What the task asks –
An exact retyping of all lines below is the answer; pictures do not belong in it.

[Stored records]
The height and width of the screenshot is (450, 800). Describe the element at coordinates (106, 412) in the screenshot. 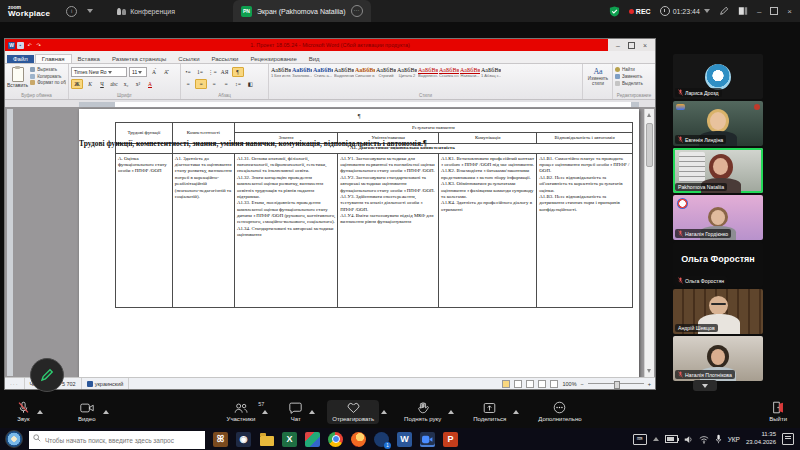

I see `video-options-chevron` at that location.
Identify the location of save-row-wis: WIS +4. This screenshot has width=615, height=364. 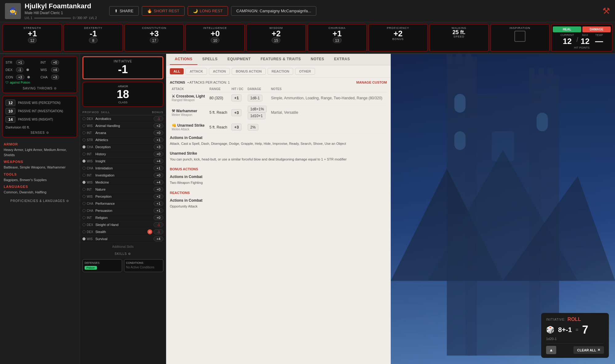
(58, 70).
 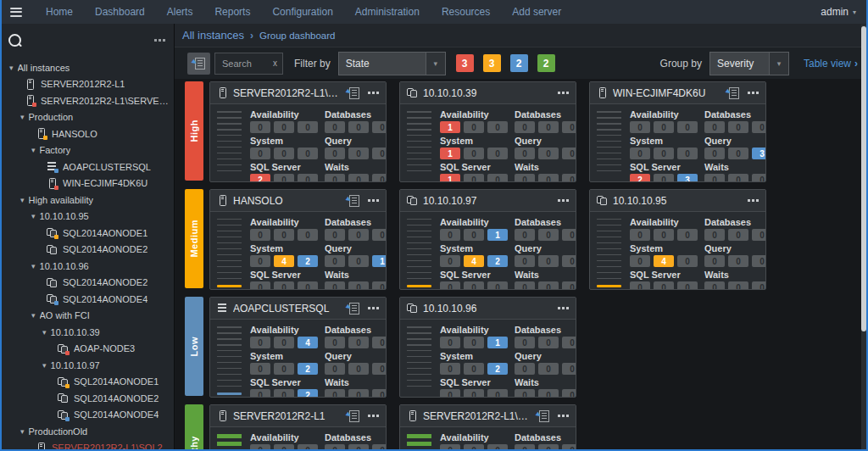 I want to click on metric-count-box: 4, so click(x=308, y=342).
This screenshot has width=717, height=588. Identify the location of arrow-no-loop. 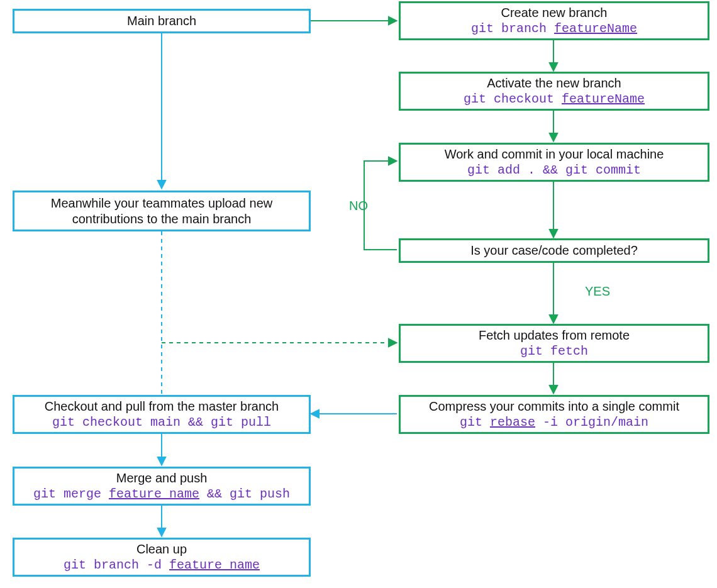
(381, 205).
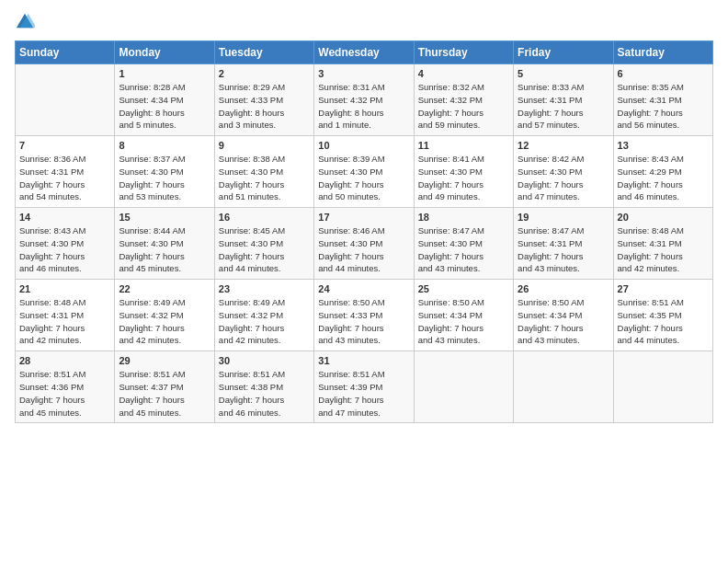  Describe the element at coordinates (64, 322) in the screenshot. I see `day-info: Sunrise: 8:48 AMSunset: 4:31 PMDaylight:…` at that location.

Answer section –
The height and width of the screenshot is (450, 800). Describe the element at coordinates (106, 412) in the screenshot. 

I see `video-options-chevron` at that location.
Identify the location of save-row-wis: WIS +4. This screenshot has width=615, height=364. 
(58, 70).
  I want to click on metric-count-box: 4, so click(x=308, y=342).
This screenshot has width=717, height=588. Identify the location of arrow-no-loop. 
(381, 205).
  Describe the element at coordinates (64, 322) in the screenshot. I see `day-info: Sunrise: 8:48 AMSunset: 4:31 PMDaylight:…` at that location.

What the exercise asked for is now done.